When Houston Rockets GM Daryl Morey scored two coups prior to the kickoff of the NBA 2012-13 regular season, stealing overnight star Jeremy Lin from New York and arranging a trade that landed Oklahoma City's NBA Sixth Man of the Year James Harden in Houston, it was with the expectation that these two young studs would power the Rockets into playoff contenders in the West for years to come.
Yet despite the flourishing success of Harden, things were looking turbulent in Houston for much of the first month of the season, with Lin taking fewer shots and looking less and less like the wunderkind he was during the wheeling-and-dealing days of "Linsanity" last season.
The results have been tumultuous thus far, with Houston creeping along at or below the .500 mark, with the team still trying to figure themselves out while the critics have hammered Lin's underperformance in the first month of NBA action.
And then, Lin returned on Monday to New York City, where it all began for him.
In what might one day, assuming the trend continues, be looked at as the turning point of the Rockets' season, Jeremy Lin scored 22 points and dished out eight assists while Harden, now No. 4 on the NBA's scoring list at 25.4 points per game, scored 29 points as they powered the Rockets to an impressive 109-96 win in New York.
Of course, skepticism remained as to whether Lin could repeat that showing. After all, just one game after he had a spectacular 38-point, seven-assist performance in a Dec. 10 overtime loss against the Spurs--in Harden's absence--that he scored a mere 10 points the next game and a combined 12 points over the next two games.
And yet, in the most encouraging moment of the season so far for the Rockets, both Lin and Harden scored in high double-figures again for the second straight game as Houston burned the Philadelphia 76ers 125-103 Wednesday night in Houston.
Harden was his dominant self, scoring a powerful 33 points and seven assists, while Lin picked up the pace again on offense, scoring 18 points with an aggressive 8-for-12 shooting night while dishing six assists from the point guard position.
And they did it all while getting their teammates in on the action. Omer Asik had a big night with 17 points. Marcus Morris, filling in for the injured Patrick Patterson, scored 14 points. Greg Smith and Toney Douglas, both scoring in double figures off the bench, combined for 30 of the Rockets' 34 points from their reserve corps.

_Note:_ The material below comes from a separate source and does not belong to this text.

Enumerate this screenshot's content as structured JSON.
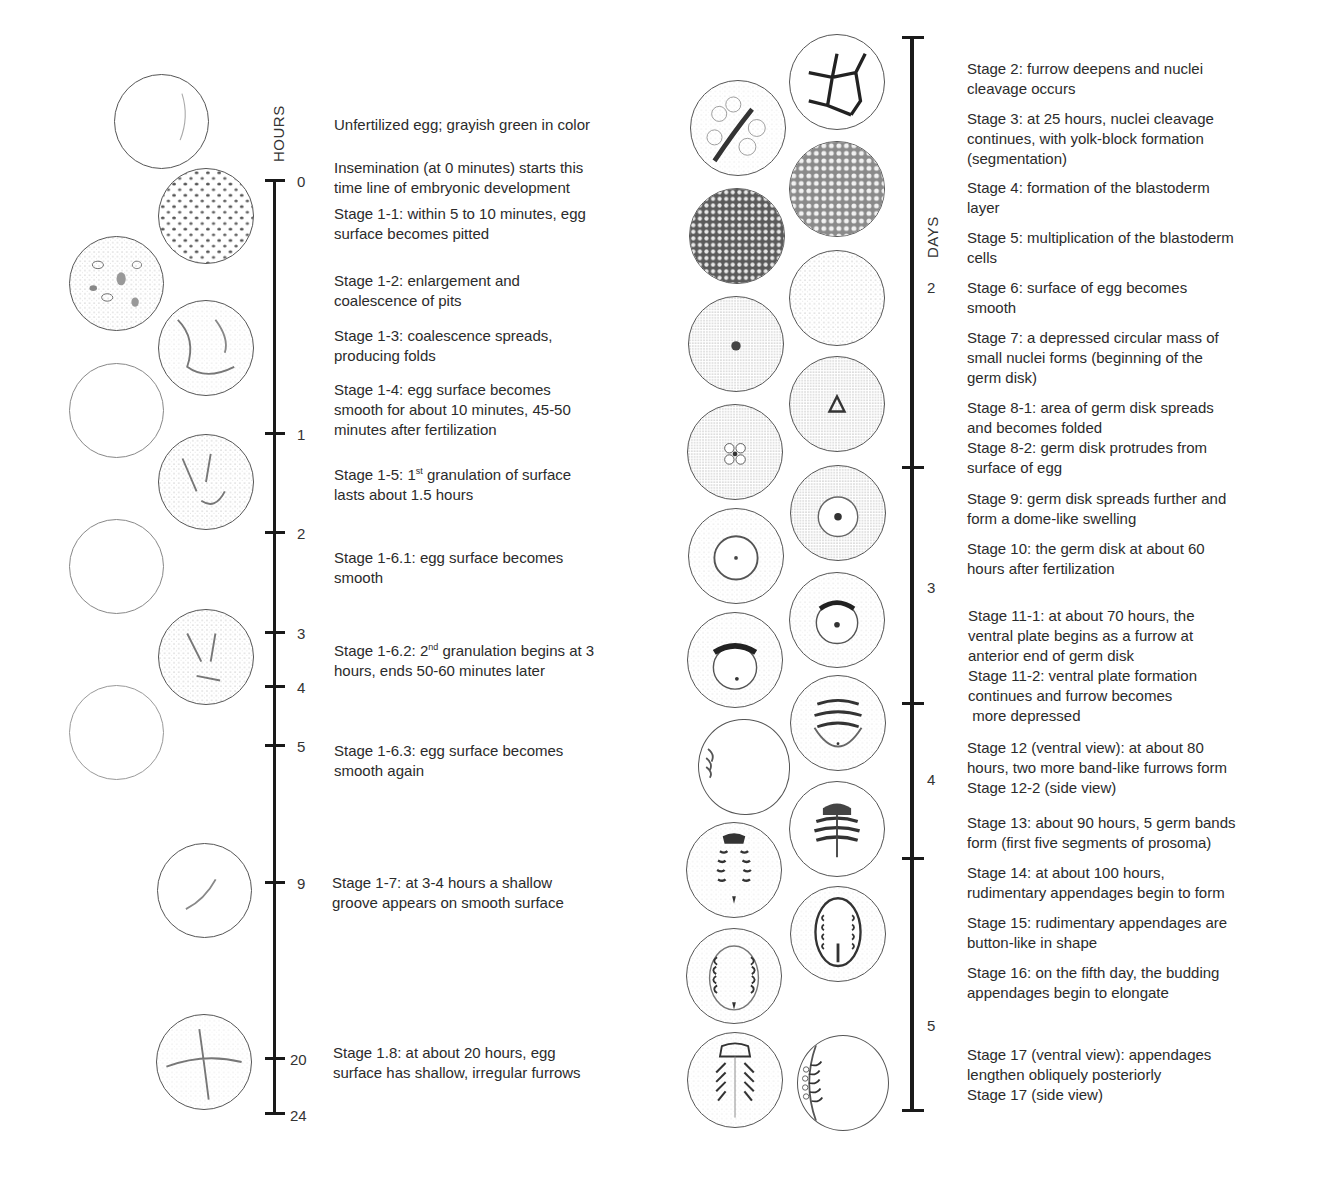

Now, with a big game against Southwest Division rival and leader Memphis Grizzlies (17-6) coming on Saturday, the question must be asked: have Lin and Harden finally figured it out?
Have they solved the puzzle of how to blend their respective games--Lin's dishing and driving style and Harden's attack-the-basket mentality--into a productive system for each of them, where they can feed off each other rather than have one thrive while the other fades into the background?
If the last two games are any indication, then things are looking good for the league's No. 2-ranked offense (104.8 points per game, second only to Oklahoma City's 105.6 team points).
The youngest team in the league, Houston's success will be built around their wealth of young, up-and-coming talent in the next few years, but Harden and Lin's ability to be effective tandem scorers will ultimately decide how far the Rockets will go.
Before Monday's game in New York, the experiment had not been looking as planned, as Lin struggled to find his shot while Harden had established himself as Houston's best player. Lin had even hinted that he was becoming more focused on being a ball distributor than a scorer, which undoubtedly helps Houston's free-flowing, high octane offense, but deprived them of using Lin's unique offensive skills to their advantage.
However, Monday's game, of which Lin told reporters that he planned to have fun and enjoy, seems to have reawakened a spark in Lin that he needed to get him going. And so far, Lin's aggressiveness on the floor is neither detracting from his facilitating ball movement or from Harden's offensive game, both critical pieces of Houston's offense.
There are still a litany of things that Houston still needs to address before they can truly be a championship-level threat in the West, but if Harden and Lin have indeed solved the riddle of how they can score together, that's a big step in the right direction for them.